An entry in Dr. Dobb's Journal, "G1: Java's Garbage First Garbage Collector," discusses Garbage First (G1), a much-anticipated feature newly introduced with the release of Java SE 6 Update 14. G1 works to reclaim areas of memory within an application that will never be accessed again.
According to the article, G1 is a low-pause, low-latency, sometimes soft real-time collector that allows users to set max pause time goals and collection intervals through suggestions on the Java VM command line. G1 will attempt to meet goals and, as a result, introduce as little latency as possible into an application. Therefore, the VM runs more predictably as it attempts to meet the pause time goals users provide.
Author Eric J. Bruno describes G1 as a server-style garbage collector, targeted for multi-processors with large memories, that meets a soft real-time goal with high probability. G1 achieves its goals by achieving high throughput, which distinguishes it from other real-time collectors.
Bruno writes that the G1 collector divides its work into multiple phases that operate on a heap broken down into equally sized regions. The absence of generations in the heap provides flexibility in how garbage collection is performed, which is adjusted on-the-fly according to the amount of processor time available to the collector.
The G1 collector works in stages that consist of remembered set (RS) maintenance, concurrent marking, and evacuation pauses. Bruno examines each in turn.
Remembered Set Maintenance
With RS maintenance, Bruno writes, each region maintains an associated subset of cards that have recently been written to. This is the Remembered Set (RS). These cards are placed in a region's RS via a write barrier, which is an efficient block of code that all mutator threads must execute when modifying an object reference. For a particular region, (say, region A) only cards that contain pointers from other regions to an object in region A are recorded in region A's RS, ignoring a region's internal references, as well as null references.
Bruno writes that each region's remembered set is implemented as a group of collections, with the dirty cards distributed amongst them according to the number of references contained within. Three levels of coarseness are maintained: sparse, fine, and coarse. It's broken up this way so that parallel GC threads can operate on one RS without contention, and can target the regions that will yield the most garbage. However, it's best to think of the RS as one logical set of dirty cards.
Concurrent Marking
At the concurrent marking stage G1 identifies live data objects per region and maintains the pointer to the next free byte, called "top." Small stop-the-world pauses occur to ensure the correct heap state, Bruno notes. A marking bitmap is maintained to create a summary view of the live objects within the heap. Each bit in the bitmap corresponds to one word within the heap (an area large enough to contain an object pointer).
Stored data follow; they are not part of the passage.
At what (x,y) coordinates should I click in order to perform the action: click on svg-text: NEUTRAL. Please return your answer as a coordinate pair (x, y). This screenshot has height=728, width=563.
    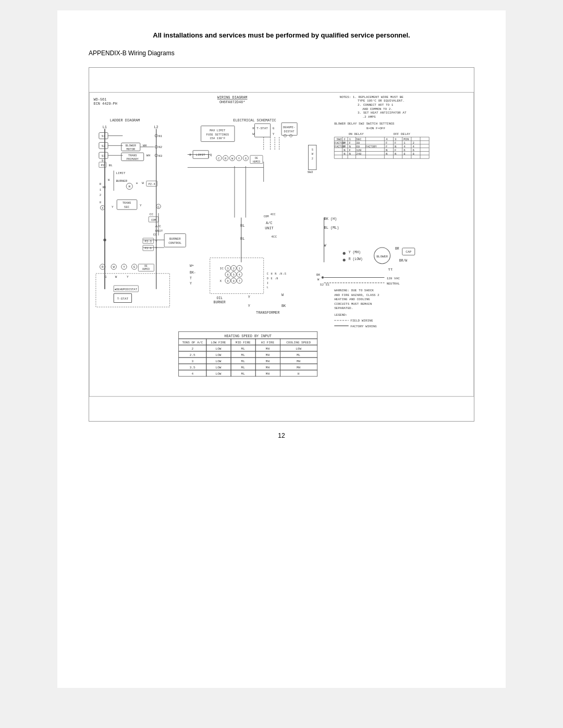
    Looking at the image, I should click on (394, 283).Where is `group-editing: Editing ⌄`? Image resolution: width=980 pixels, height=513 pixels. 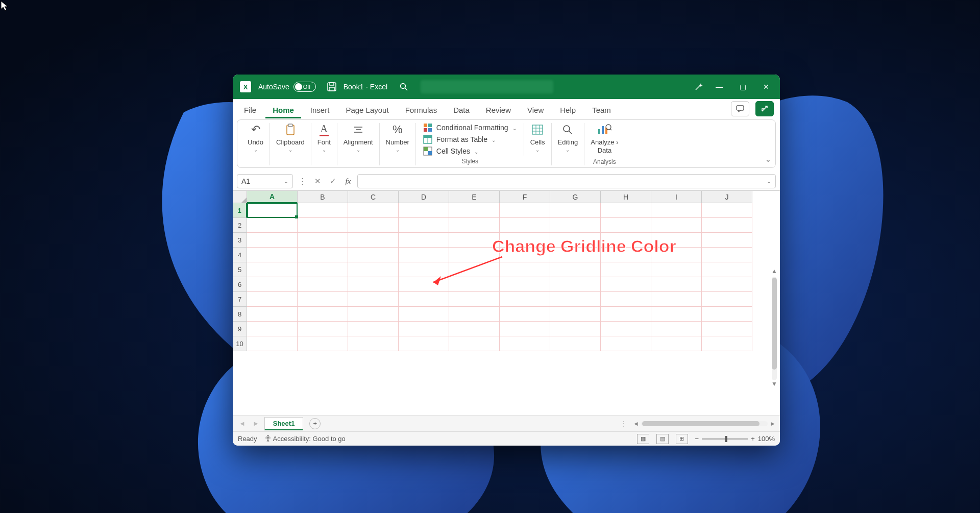
group-editing: Editing ⌄ is located at coordinates (569, 144).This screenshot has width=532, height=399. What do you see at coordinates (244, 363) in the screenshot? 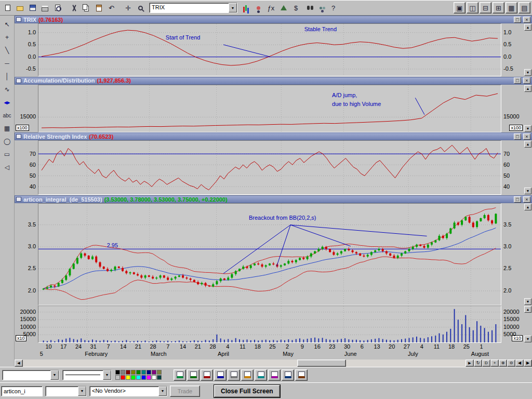
I see `scrollbar-track` at bounding box center [244, 363].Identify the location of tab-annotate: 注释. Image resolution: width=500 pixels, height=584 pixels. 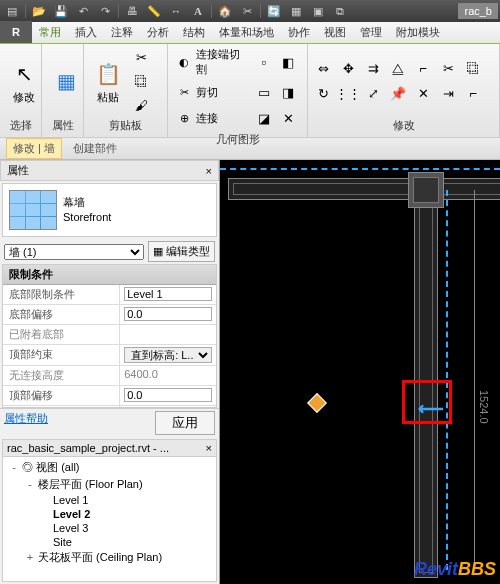
(122, 32).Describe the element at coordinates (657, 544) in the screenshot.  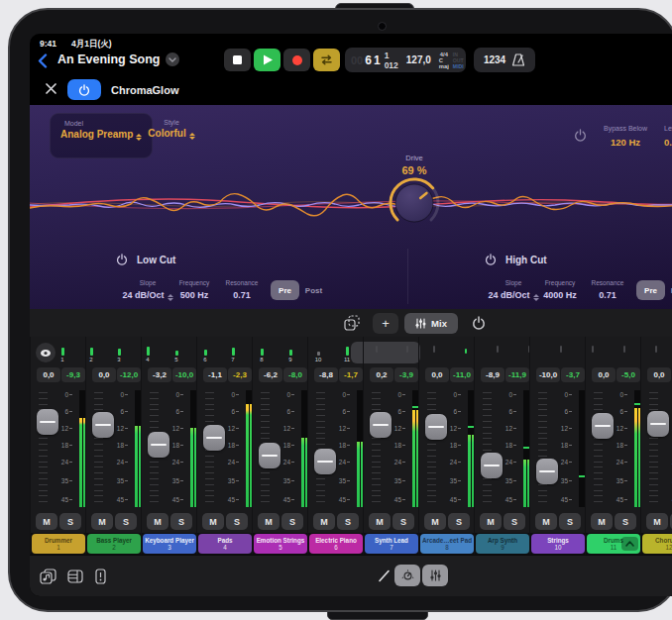
I see `track-tile: Chorus V 12` at that location.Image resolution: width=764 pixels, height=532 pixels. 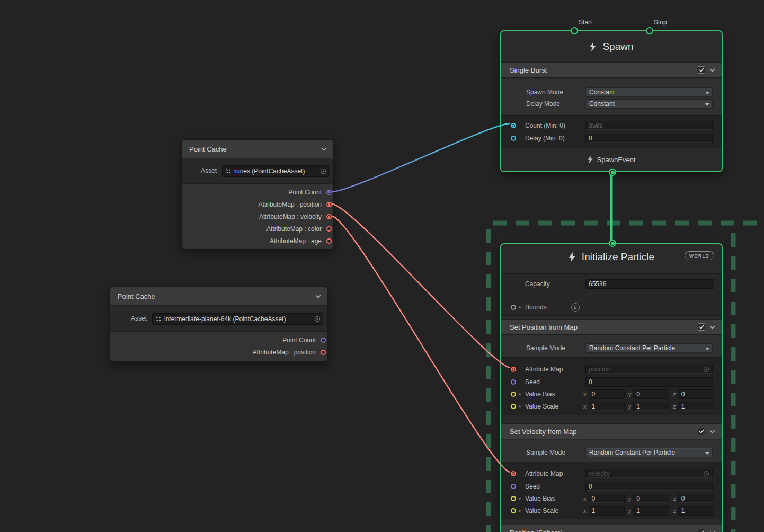 I want to click on edge-pointcount-to-count, so click(x=421, y=158).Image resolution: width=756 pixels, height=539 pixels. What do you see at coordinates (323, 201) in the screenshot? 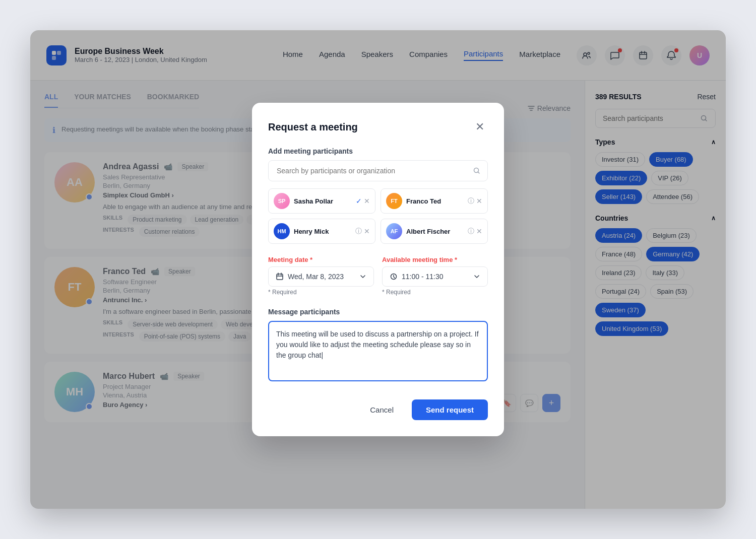
I see `chip-name-sasha: Sasha Pollar` at bounding box center [323, 201].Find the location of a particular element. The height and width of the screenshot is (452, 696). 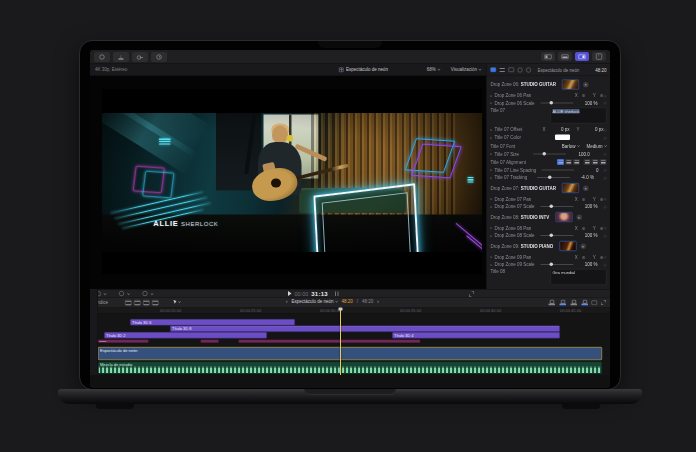

keyword-editor-button is located at coordinates (140, 57).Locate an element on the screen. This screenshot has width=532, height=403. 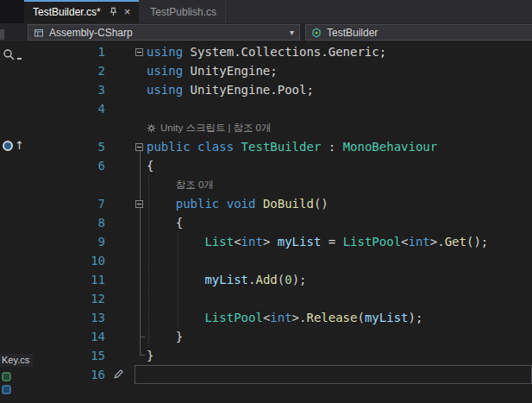
code-row-9: 9 List<int> myList = ListPool<int>.Get()… is located at coordinates (266, 242).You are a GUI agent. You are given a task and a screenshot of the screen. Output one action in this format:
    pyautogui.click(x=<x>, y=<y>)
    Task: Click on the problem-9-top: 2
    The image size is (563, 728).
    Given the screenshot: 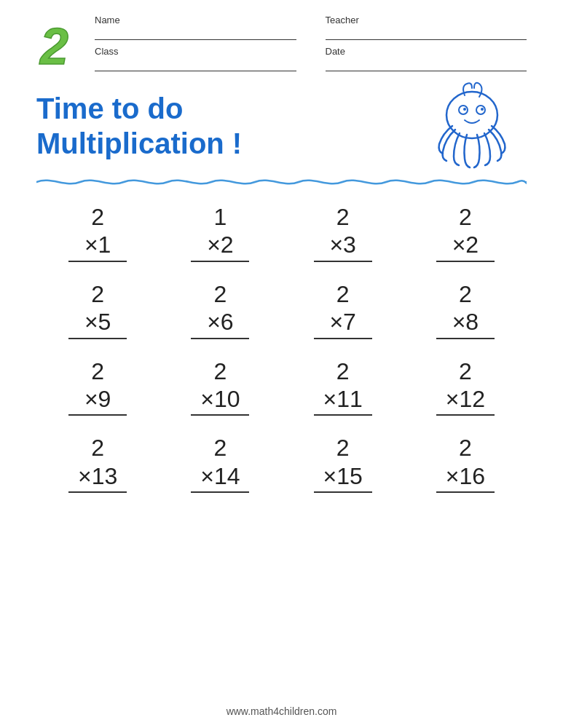 What is the action you would take?
    pyautogui.click(x=98, y=371)
    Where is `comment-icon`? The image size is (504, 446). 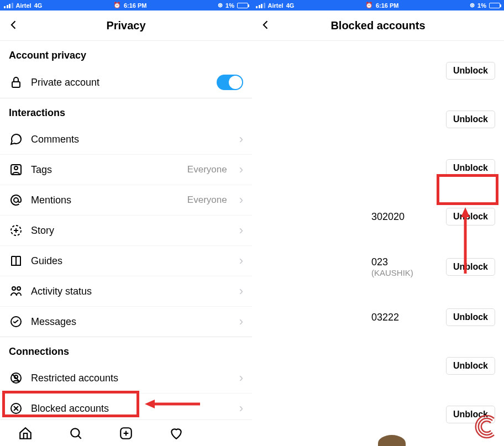
comment-icon is located at coordinates (16, 139).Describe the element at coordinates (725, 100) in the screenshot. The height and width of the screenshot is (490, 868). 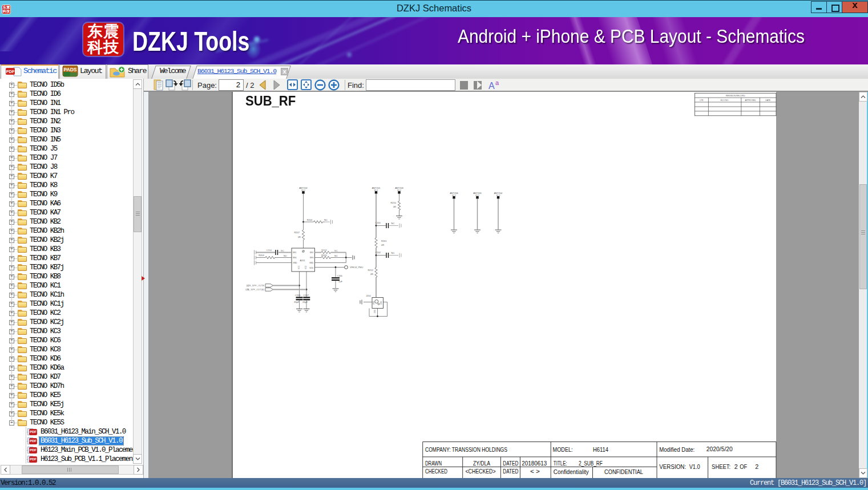
I see `svg-text: ECO NO:` at that location.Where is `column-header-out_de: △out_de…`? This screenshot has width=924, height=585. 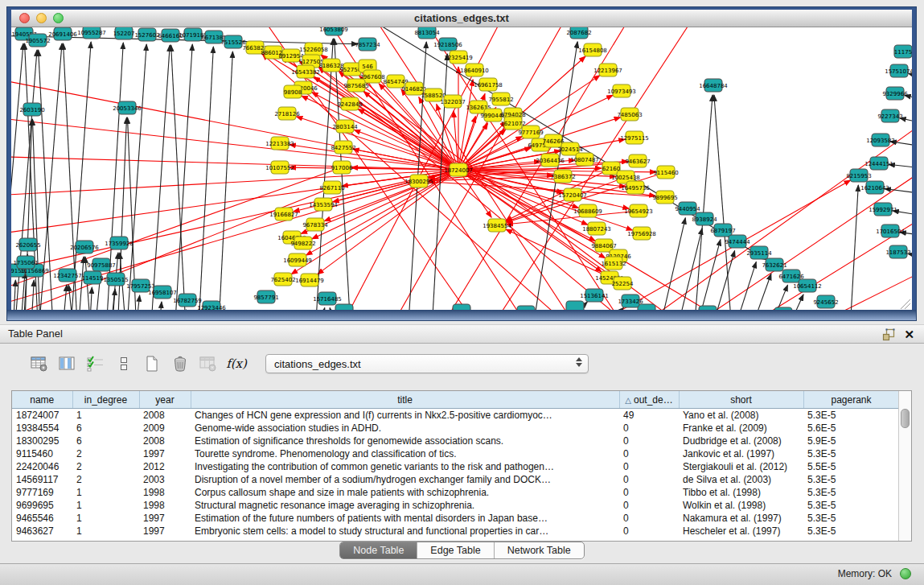 column-header-out_de: △out_de… is located at coordinates (649, 400).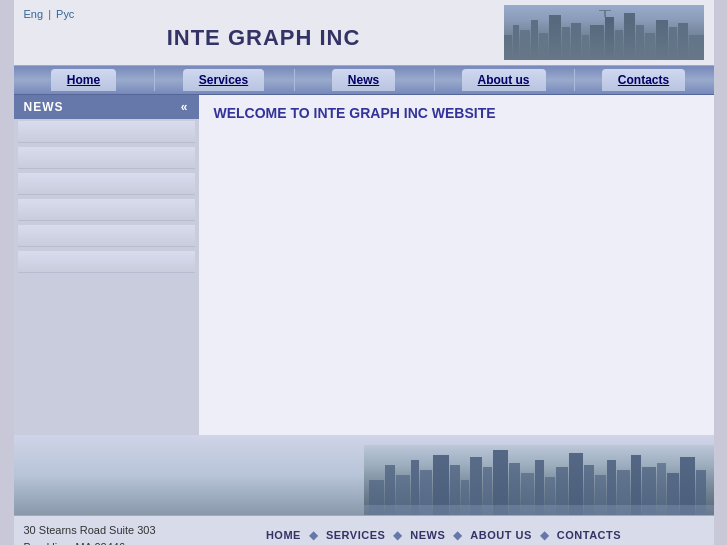 The width and height of the screenshot is (727, 545). I want to click on footer-home-link: HOME, so click(284, 535).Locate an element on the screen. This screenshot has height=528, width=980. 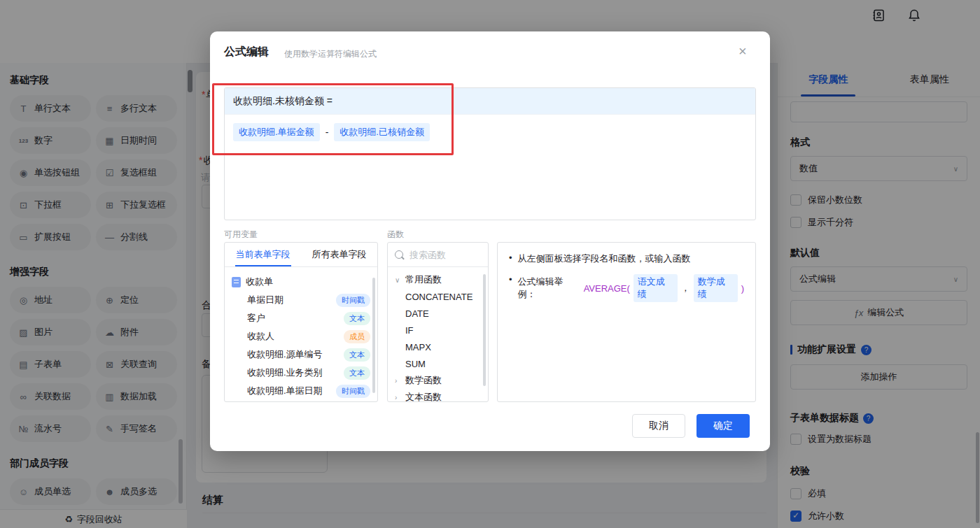
function-search is located at coordinates (438, 255).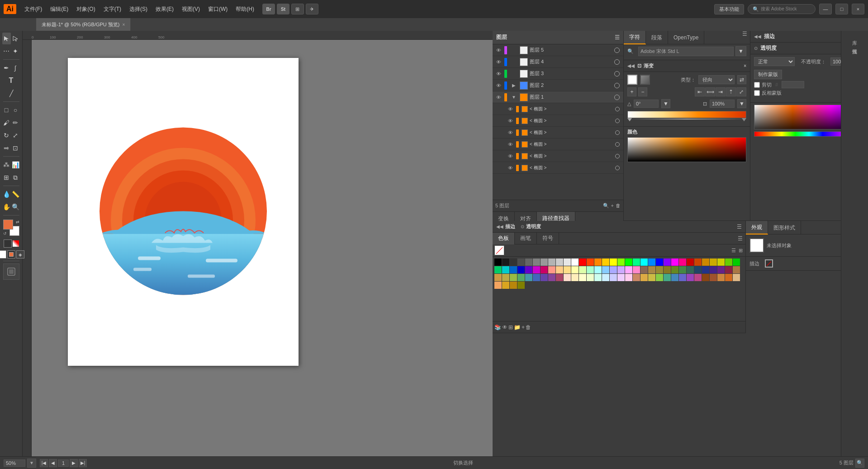 This screenshot has height=469, width=868. Describe the element at coordinates (632, 92) in the screenshot. I see `gradient-add-stop: +` at that location. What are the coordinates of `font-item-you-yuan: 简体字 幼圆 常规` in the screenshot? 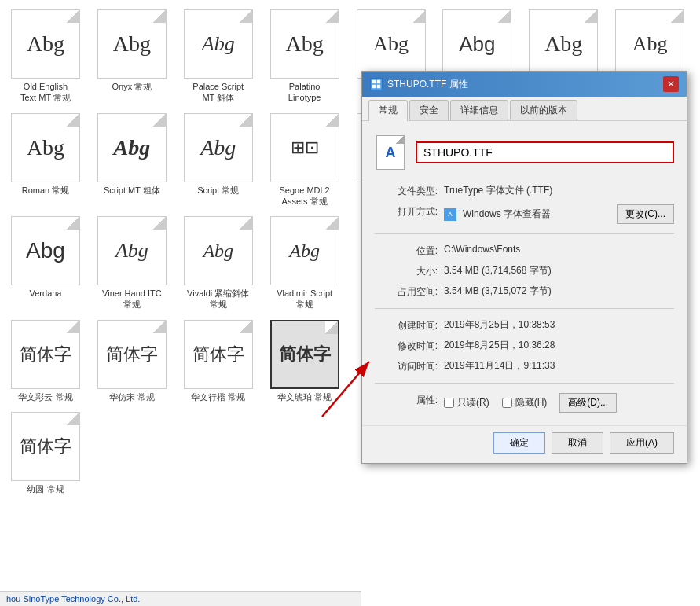 It's located at (46, 453).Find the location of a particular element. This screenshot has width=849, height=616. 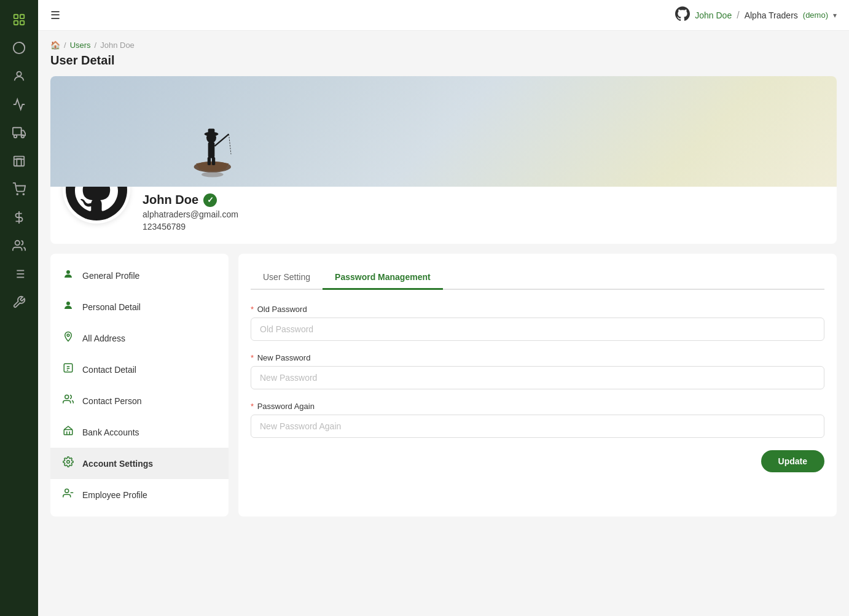

old-password-label: * Old Password is located at coordinates (538, 310).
A bit in the bitmap is set when the object it represents is determined to be a live object. In reality there are two bitmaps: one for the current collection, and a second for the previously completed collection. This is one way that changes to the heap are tracked over time, Bruno explains.
The author next details the steps in each of the three stages, the marking stage, the re-marking stage and the cleanup stage.
Evacuation Pauses
Finally, turning to the evacuation and collection stage, Bruno calls this the heart of G1's operation, the stage which involves reclaiming dead objects and shaping the heap for efficient object allocation. The collection set of regions from the Concurrent Marking process forms a subset of the heap that is used during this process. When evacuation begins, all mutator threads are paused, and live objects are moved from their respective regions and compacted into other regions. Although other garbage collectors might perform compaction concurrently with mutator threads, the writer suggests, it's far more efficient to pause them. Since this operation is only performed on a portion of the heap -- it compacts only the collection set of regions -- it's a relatively quick, low-pause, operation. Once this phase completes, the GC cycle is complete.
Bruno adds details on how parallelization involving evacuation of multiple GC threads limits total pause time.
Finally, the article provides code for enabling G1 from Java SE6 Update 14, as well as code for tuning the solution.